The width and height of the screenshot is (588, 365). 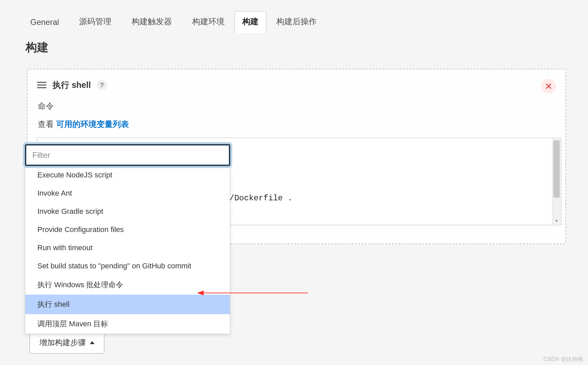 What do you see at coordinates (92, 343) in the screenshot?
I see `caret-up-icon` at bounding box center [92, 343].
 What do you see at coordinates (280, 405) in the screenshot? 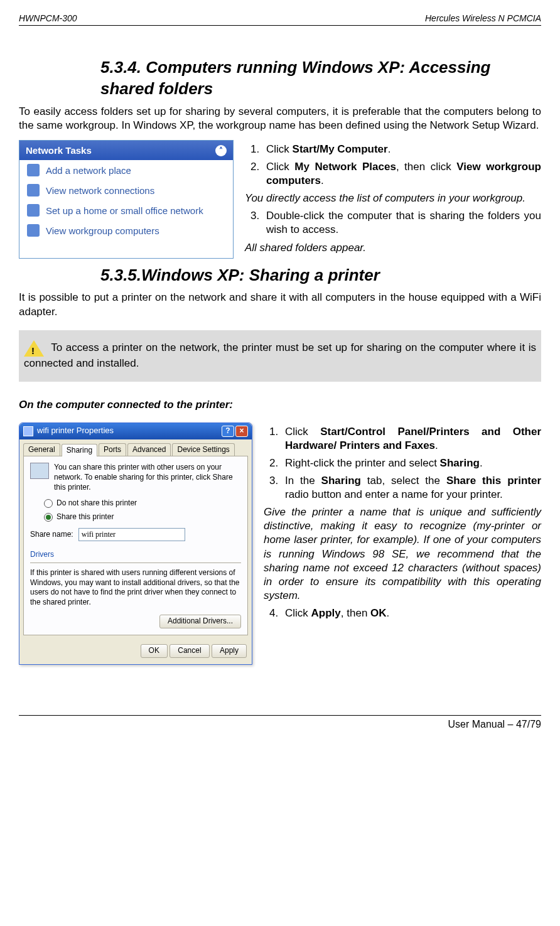
I see `subsection-heading: On the computer connected to the printer…` at bounding box center [280, 405].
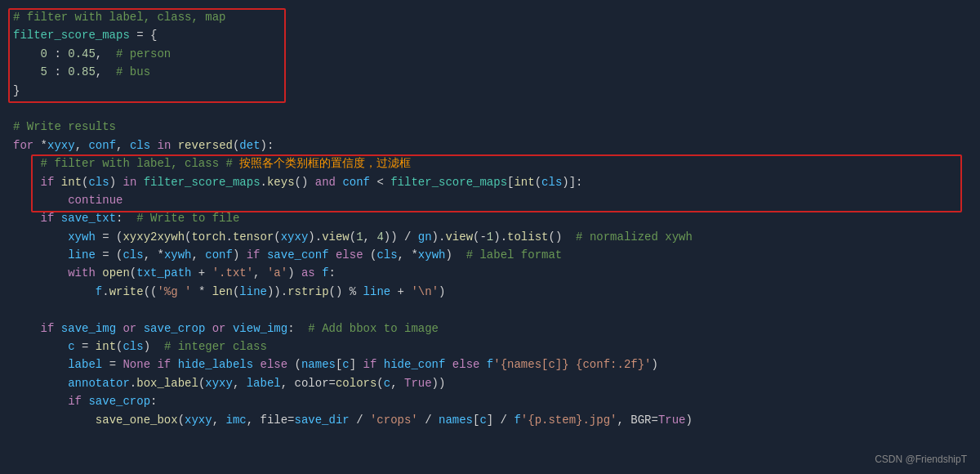  I want to click on code-line: save_one_box(xyxy, imc, file=save_dir / …, so click(490, 420).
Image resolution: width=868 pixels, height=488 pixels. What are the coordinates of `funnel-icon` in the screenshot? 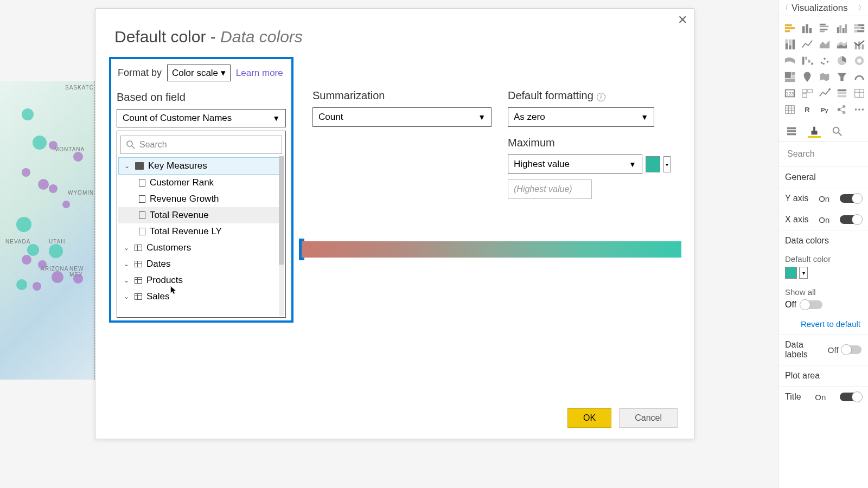 It's located at (842, 77).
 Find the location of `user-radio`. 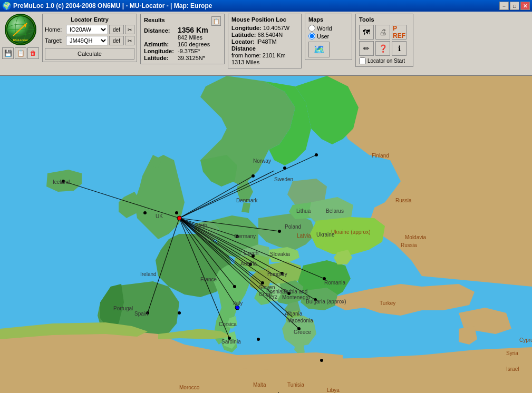

user-radio is located at coordinates (312, 36).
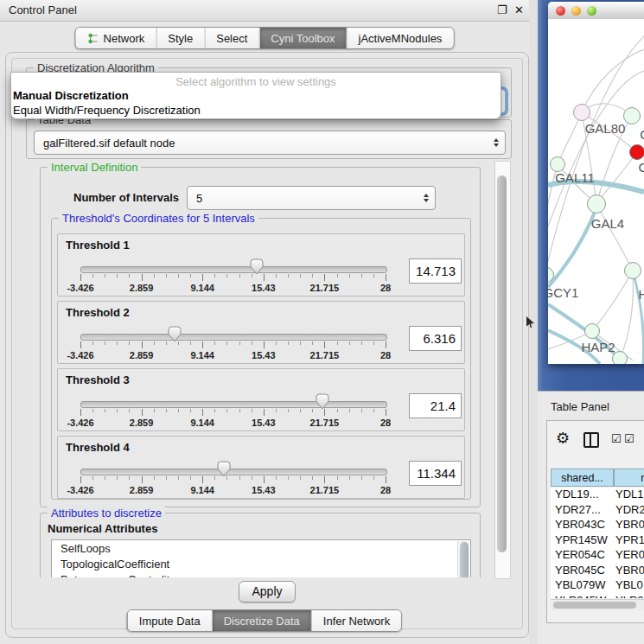  Describe the element at coordinates (597, 543) in the screenshot. I see `table-rows: YDL19...YDL1 YDR27...YDR2 YBR043CYBR0 YP…` at that location.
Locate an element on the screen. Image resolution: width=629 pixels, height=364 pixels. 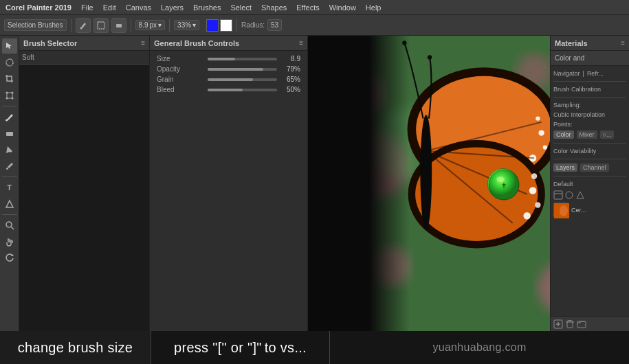
brush-cursor is located at coordinates (503, 184).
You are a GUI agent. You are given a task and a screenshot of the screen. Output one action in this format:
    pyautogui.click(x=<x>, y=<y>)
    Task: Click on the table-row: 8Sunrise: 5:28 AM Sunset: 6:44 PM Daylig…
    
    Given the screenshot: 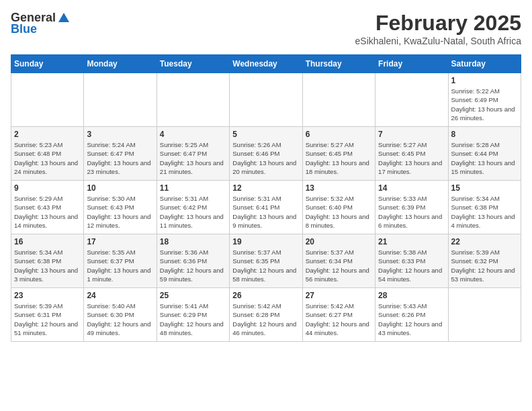 What is the action you would take?
    pyautogui.click(x=484, y=154)
    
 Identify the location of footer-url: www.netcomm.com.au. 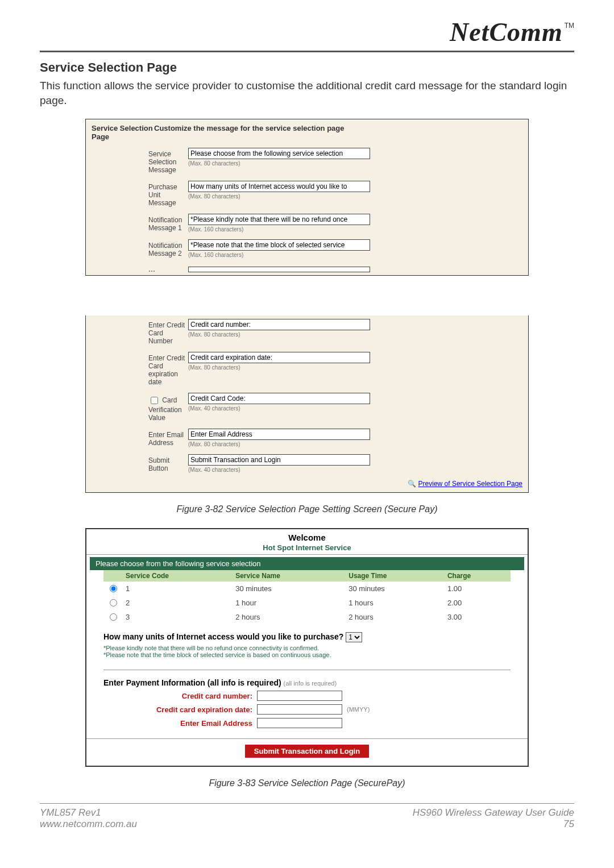
(89, 824).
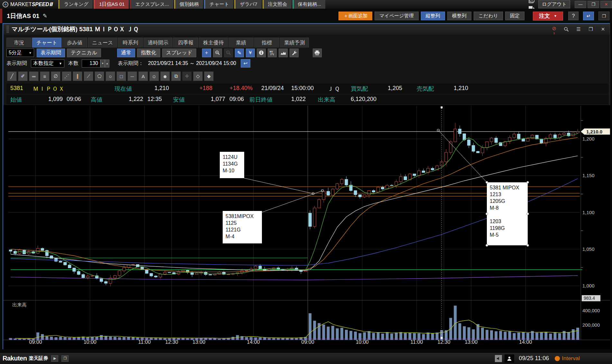 The image size is (612, 364). Describe the element at coordinates (158, 42) in the screenshot. I see `tab-適時開示: 適時開示` at that location.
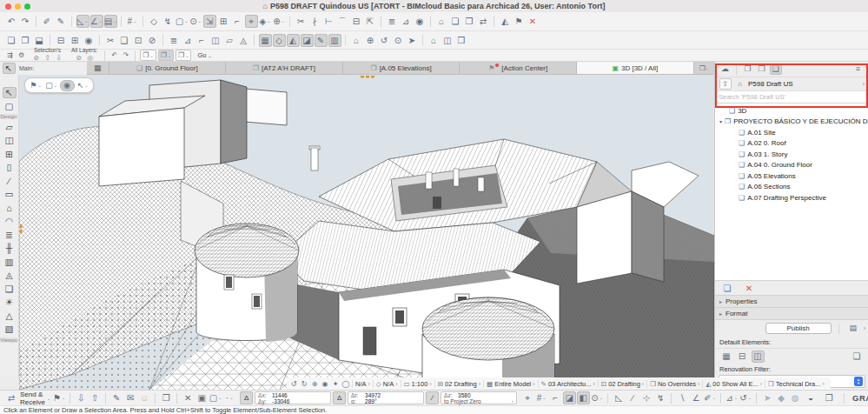 This screenshot has height=414, width=868. What do you see at coordinates (188, 398) in the screenshot?
I see `cancel-op-icon: ✕` at bounding box center [188, 398].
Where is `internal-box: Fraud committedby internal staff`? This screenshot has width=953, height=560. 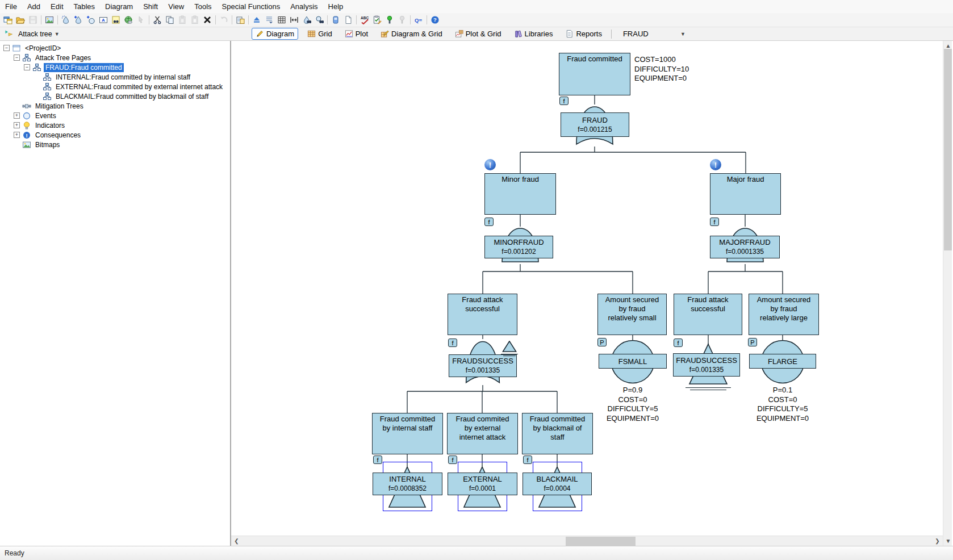
internal-box: Fraud committedby internal staff is located at coordinates (408, 434).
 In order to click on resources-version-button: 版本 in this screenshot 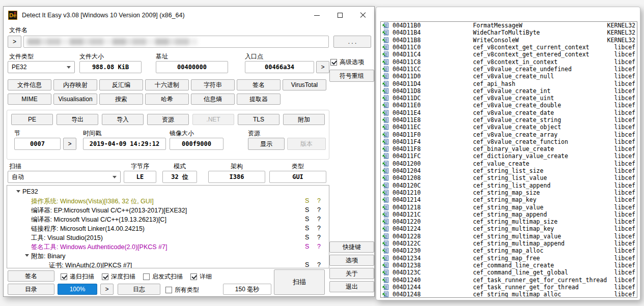, I will do `click(306, 144)`.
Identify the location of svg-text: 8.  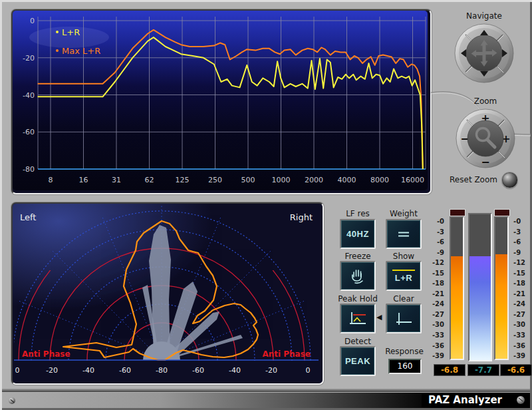
(51, 180).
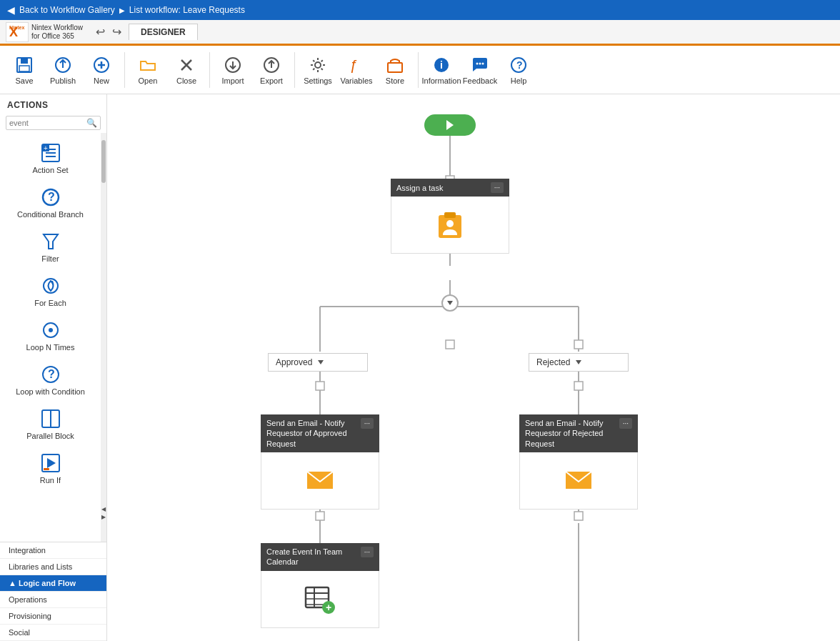 This screenshot has height=641, width=840. I want to click on import-button: Import, so click(233, 70).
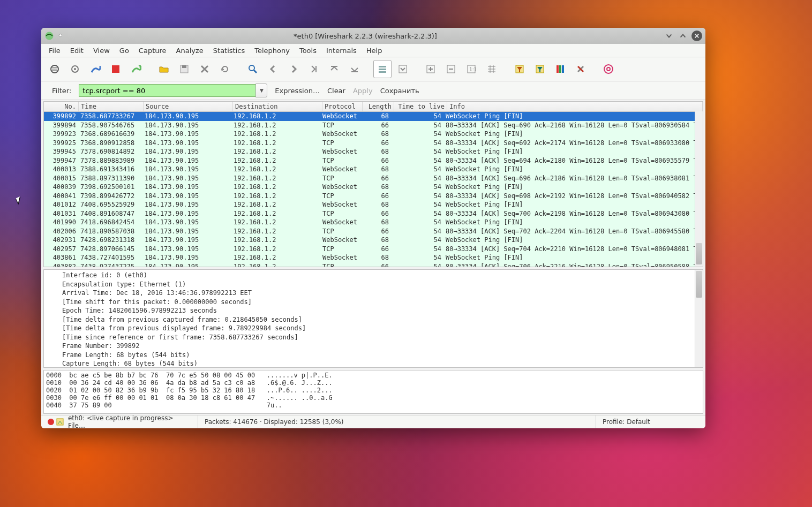  Describe the element at coordinates (314, 69) in the screenshot. I see `go-to-packet-icon` at that location.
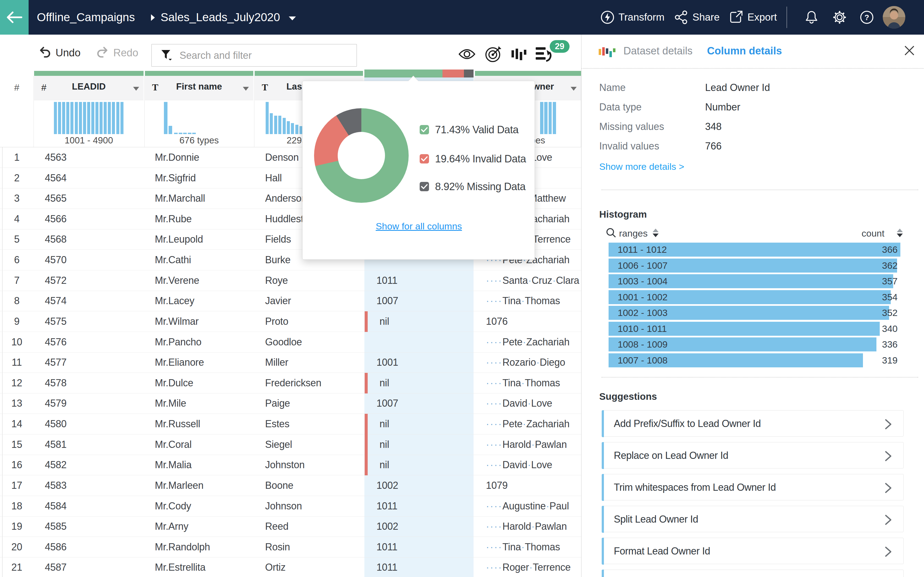 This screenshot has height=577, width=924. What do you see at coordinates (15, 18) in the screenshot?
I see `back-button` at bounding box center [15, 18].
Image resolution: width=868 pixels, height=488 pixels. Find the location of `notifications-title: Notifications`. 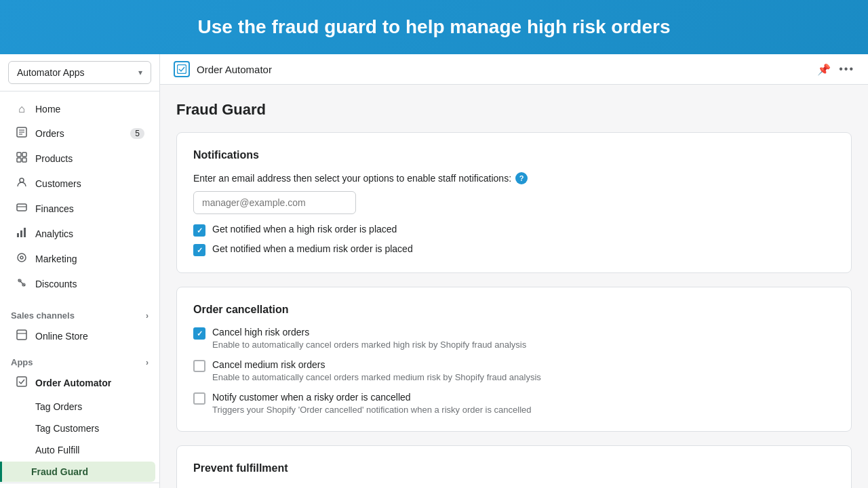

notifications-title: Notifications is located at coordinates (514, 155).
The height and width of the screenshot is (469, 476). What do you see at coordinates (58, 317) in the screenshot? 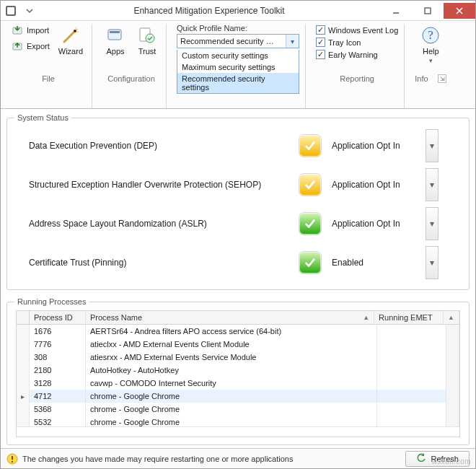
I see `col-process-id: Process ID` at bounding box center [58, 317].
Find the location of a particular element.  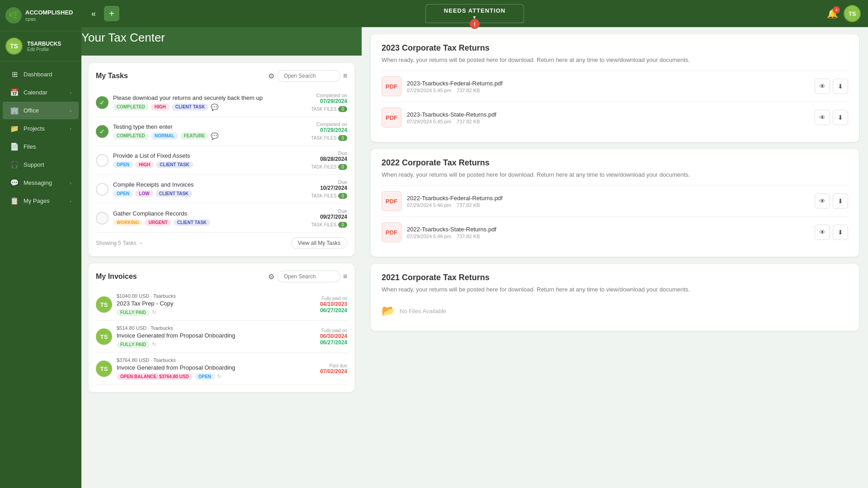

mypages-icon: 📋 is located at coordinates (14, 201).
------------------------------------------------------------
### Action item:
Only the lines from the one containing "Image resolution: width=868 pixels, height=488 pixels. Find" through the end of the listing above should be reproduced, exactly as they stand. Leave the pictures out.

### Response for this exercise:
Image resolution: width=868 pixels, height=488 pixels. Find the location of `notifications-title: Notifications`. 

notifications-title: Notifications is located at coordinates (514, 155).
The height and width of the screenshot is (469, 476). What do you see at coordinates (58, 317) in the screenshot? 
I see `col-process-id: Process ID` at bounding box center [58, 317].
Find the location of a particular element.  

mypages-icon: 📋 is located at coordinates (14, 201).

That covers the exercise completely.